The Democratic Party’s media machine labels this as it does all accusations of voter fraud, no matter how credible: unfounded and baseless. As Liberty Nation’s Mark Angelides explained, “The use of the terms ‘unfounded’ and ‘baseless’ by a media outlet with a demonstrated bias do not make such proclamations so.” Up to this point, these allegations appear to lack much in the way of evidence, and it is impossible to say how many votes could have been affected. Of course, even with sworn witnesses, photos, videos, or ballots submitted for people who have been dead for years, no charge of voter fraud seems capable of passing muster for the media – even those credible enough for DOJ investigations.

Evidently, it’s all in who you ask.

Double Voting – and Proud of It!

While Liberty Nation can’t substantiate these claims, it would be irresponsible to merely dismiss them out of hand. You see, double voting is real – and in some states, it’s not even a crime. According to the National Conference of State Legislatures (NCSL), double voting is, as the name suggests, one person voting twice in the same election. Most of the country forbids this, in some way or other, but the problem lies in how one defines “the same election.”

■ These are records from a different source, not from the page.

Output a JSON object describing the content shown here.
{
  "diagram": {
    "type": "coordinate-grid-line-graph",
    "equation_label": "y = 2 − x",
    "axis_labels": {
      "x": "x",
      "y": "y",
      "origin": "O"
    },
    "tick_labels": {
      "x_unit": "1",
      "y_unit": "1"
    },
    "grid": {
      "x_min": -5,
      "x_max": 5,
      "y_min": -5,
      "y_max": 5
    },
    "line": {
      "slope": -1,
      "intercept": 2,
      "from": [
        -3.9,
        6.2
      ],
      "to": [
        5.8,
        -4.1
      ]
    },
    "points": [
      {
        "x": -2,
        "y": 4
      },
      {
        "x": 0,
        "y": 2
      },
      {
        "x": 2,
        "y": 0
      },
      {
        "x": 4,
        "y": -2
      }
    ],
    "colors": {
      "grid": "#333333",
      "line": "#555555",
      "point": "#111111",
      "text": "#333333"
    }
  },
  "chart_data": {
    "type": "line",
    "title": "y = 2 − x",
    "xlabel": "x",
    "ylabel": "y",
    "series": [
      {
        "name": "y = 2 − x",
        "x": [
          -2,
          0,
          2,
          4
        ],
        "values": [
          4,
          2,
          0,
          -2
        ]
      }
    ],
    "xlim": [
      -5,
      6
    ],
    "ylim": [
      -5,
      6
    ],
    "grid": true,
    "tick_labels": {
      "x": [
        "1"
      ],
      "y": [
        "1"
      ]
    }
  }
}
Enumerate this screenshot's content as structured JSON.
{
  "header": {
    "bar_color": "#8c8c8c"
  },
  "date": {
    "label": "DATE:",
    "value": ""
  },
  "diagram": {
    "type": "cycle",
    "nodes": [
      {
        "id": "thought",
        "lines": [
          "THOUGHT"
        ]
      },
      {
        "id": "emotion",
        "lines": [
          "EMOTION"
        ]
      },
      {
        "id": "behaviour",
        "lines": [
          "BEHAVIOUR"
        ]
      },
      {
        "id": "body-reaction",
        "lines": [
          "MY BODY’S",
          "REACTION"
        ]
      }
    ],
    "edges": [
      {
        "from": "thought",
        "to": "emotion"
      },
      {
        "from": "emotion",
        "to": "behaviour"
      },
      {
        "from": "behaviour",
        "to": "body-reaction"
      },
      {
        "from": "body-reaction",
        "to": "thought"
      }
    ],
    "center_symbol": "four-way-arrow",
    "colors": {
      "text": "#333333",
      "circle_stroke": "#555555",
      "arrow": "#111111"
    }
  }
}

“Voting twice in the same election” is prohibited in 31 states. “Voting twice within the state or for the same office” is illegal in seven states, and “voting in more than one state” is a crime in 11 states. For those of you who have done the math and realize this is only 49 states, that’s because Indiana doesn’t explicitly mention voting twice.

In many of these states, double voting is a felony. This means that, at the individual voter level, it doesn’t make much sense. Why risk a criminal record and year in prison over a single extra vote for your guy? Most of the time, when one person appears to have voted twice in the same state – especially with in-person voting – it’s a clerical error. But what if the same person votes in two states, neither of which prohibit voting in other states? In this case, according to the NCSL, no crime has been committed. There’s no federal law against having open voter registration status in two states. Even in less specific instances, it would come down to how that jurisdiction defines “the same election” or “voting more than once.”

So are people voting twice? Well, the Georgia secretary of state is investigating 1,000 cases of alleged double voting from the primaries, and evidently some folks have even been bragging on social media about their fraud! Should this be surprising though? A 2012 post on Twitchy showcased half a dozen tweets in which the posters claimed to have voted twice or even thrice in that year’s presidential election.

Still the risk v. reward potential of fraudulent voting really only pans out when we’re talking absentee ballots – which can be mass produced. The dead aren’t voting, claims the media, despite there being actual ballots certified as valid in this very election only to later be discovered to be submitted from beyond the grave. So if frauds are willing to help the dead keep voting – what makes it so unbelievable that they might do so for the living?